Editor’s Note: UPDATE: “Darkest Hour” has won the Oscar for best makeup and hairstyling. Gary Oldman has won best actor for his role as Winston Churchill.

CNN  — 

Gary Oldman’s Oscar-winning performance for the film “Darkest Hour” is inextricably linked to his jaw-dropping transformation into Winston Churchill, which required almost three hours in the makeup chair. It is the work of artist Kazuhiro Tsuji, who, along with colleagues David Malinowski and Lucy Sibbick, also took home an Academy Award for his work in the film.

Tsuji lives and works in a warehouse in downtown Los Angeles, and his hyper-realistic sculptures have taken over the space. Big heads of historical figures (most prominently, an enormous bust of Andy Warhol perched on a silver plinth) are a testament to his decades-long career as an artist and master of special effects.

Kazuhiro Tsuji in his studio.

“I needed not only a makeup artist, but I needed an artist for this,” said Oldman, who coaxed the Tokyo-born sculptor out of retirement from the film industry. “There’s only one man – Kazuhiro Tsuji – and my playing Winston was contingent on Kazu.”

Tsuji has been working as a special effects makeup artist for 25 years, on blockbuster after blockbuster. He received two other Oscar nominations before winning the award for “Darkest Hour.” But in 2012 he quit the film industry and became fully dedicated to his three-dimensional portraits.

Kazuhiro Tsuji in his studio.

When Oldman emailed Tsuji in 2016 about returning for a final stint, the artist’s love for high-profile effigies spoke louder. He had never had the opportunity to create a historical figure for a film.

The mutation from Oldman, a slender 59-year-old, to Winston Churchill, a heavily built 66 year-old, required a number of skillful maneuvers. “Gary looks like a greyhound but Churchill is like a bulldog,” Tsuji said.

“We had a number of makeup tests,” Oldman said in an interview with Vanity Fair, “and I think I wore the makeup in total 61 times – over 200 hours in the makeup chair. There’s something very special when you’re in the makeup chair, and about two hours and 45 minutes in, you start to look in the mirror and you see the spirit of the man. It’s remarkable.”

Tsuji’s greatest achievement was creating not a rubber mask, but a nearly invisible layer of makeup and prosthetics – the most present, yet inconspicuous element on screen – that helped Oldman win a BAFTA award and an Oscar.

“The great thing about Gary is he just disappears,” said Tsuji. “After 10 minutes, I start to forget about the makeup and start to forget about Gary because he becomes Churchill, and that’s really rare.”

Watch the film above to discover more about Gary Oldman’s transformation for “Darkest Hour.”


**WHAT THE EXERCISE ASKS:**
Output the entries as they appear, skipping images.

**RECORDS SHOWN:**
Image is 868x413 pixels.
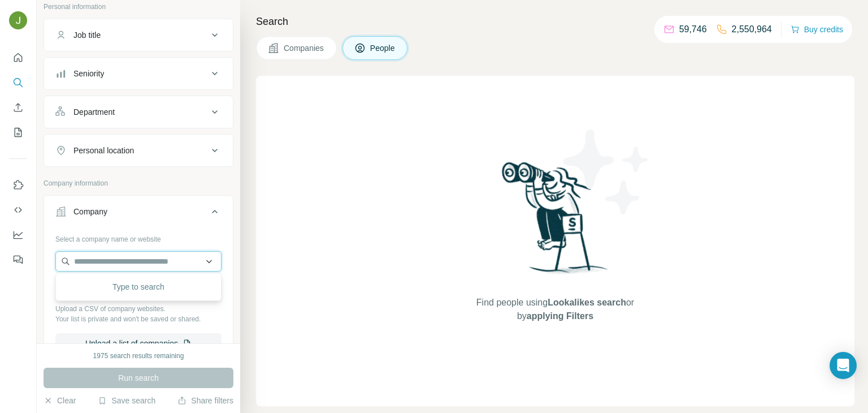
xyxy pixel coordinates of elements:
span: Find people using or by [465,295,645,323]
span: Companies [284,43,325,54]
p: Company information [43,178,233,188]
button: Use Surfe API [9,200,27,220]
img: Avatar [9,11,27,30]
button: Upload a list of companies [56,333,221,354]
button: Buy credits [790,21,843,37]
button: My lists [9,122,27,143]
button: Dashboard [9,224,27,244]
button: Personal location [44,137,233,164]
p: Upload a CSV of company websites. [56,304,221,314]
div: 1975 search results remaining [93,351,184,361]
p: Personal information [43,2,233,12]
button: Seniority [44,60,233,87]
span: applying Filters [527,311,593,320]
h4: Search [256,14,854,30]
div: Seniority [73,68,104,80]
div: Open Intercom Messenger [830,352,857,379]
button: Quick start [9,47,27,68]
button: Job title [44,21,233,49]
button: Company [44,198,233,230]
button: Use Surfe on LinkedIn [9,175,27,195]
span: Lookalikes search [548,297,626,307]
div: Select a company name or website [56,230,221,244]
img: Surfe Illustration - Woman searching with binoculars [497,159,614,285]
div: Company [73,206,107,218]
div: Job title [73,30,101,41]
span: People [370,43,396,54]
p: Your list is private and won't be saved or shared. [56,314,221,324]
img: Surfe Illustration - Stars [555,121,657,223]
button: Search [9,72,27,93]
div: Type to search [58,275,218,298]
p: 2,550,964 [732,22,772,36]
button: Feedback [9,249,27,269]
button: Share filters [178,394,233,407]
button: Clear [43,394,76,407]
p: 59,746 [679,22,707,36]
div: Personal location [73,144,134,156]
div: Department [73,106,115,118]
button: Save search [98,394,155,407]
button: Enrich CSV [9,97,27,118]
button: Department [44,98,233,126]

**ANSWER BOX:**
Image is 868x413 pixels.
xyxy pixel coordinates of elements:
span: Find people using or by [465,295,645,323]
span: Companies [284,43,325,54]
p: Company information [43,178,233,188]
button: Use Surfe API [9,200,27,220]
img: Avatar [9,11,27,30]
button: Upload a list of companies [56,333,221,354]
button: Buy credits [790,21,843,37]
button: My lists [9,122,27,143]
button: Dashboard [9,224,27,244]
button: Personal location [44,137,233,164]
p: Upload a CSV of company websites. [56,304,221,314]
div: 1975 search results remaining [93,351,184,361]
p: Personal information [43,2,233,12]
button: Seniority [44,60,233,87]
span: applying Filters [527,311,593,320]
h4: Search [256,14,854,30]
div: Seniority [73,68,104,80]
div: Open Intercom Messenger [830,352,857,379]
button: Quick start [9,47,27,68]
button: Job title [44,21,233,49]
button: Company [44,198,233,230]
button: Use Surfe on LinkedIn [9,175,27,195]
span: Lookalikes search [548,297,626,307]
div: Select a company name or website [56,230,221,244]
img: Surfe Illustration - Woman searching with binoculars [497,159,614,285]
div: Company [73,206,107,218]
div: Job title [73,30,101,41]
span: People [370,43,396,54]
p: Your list is private and won't be saved or shared. [56,314,221,324]
img: Surfe Illustration - Stars [555,121,657,223]
button: Search [9,72,27,93]
div: Type to search [58,275,218,298]
p: 2,550,964 [732,22,772,36]
button: Feedback [9,249,27,269]
button: Share filters [178,394,233,407]
button: Clear [43,394,76,407]
p: 59,746 [679,22,707,36]
div: Personal location [73,144,134,156]
div: Department [73,106,115,118]
button: Save search [98,394,155,407]
button: Enrich CSV [9,97,27,118]
button: Department [44,98,233,126]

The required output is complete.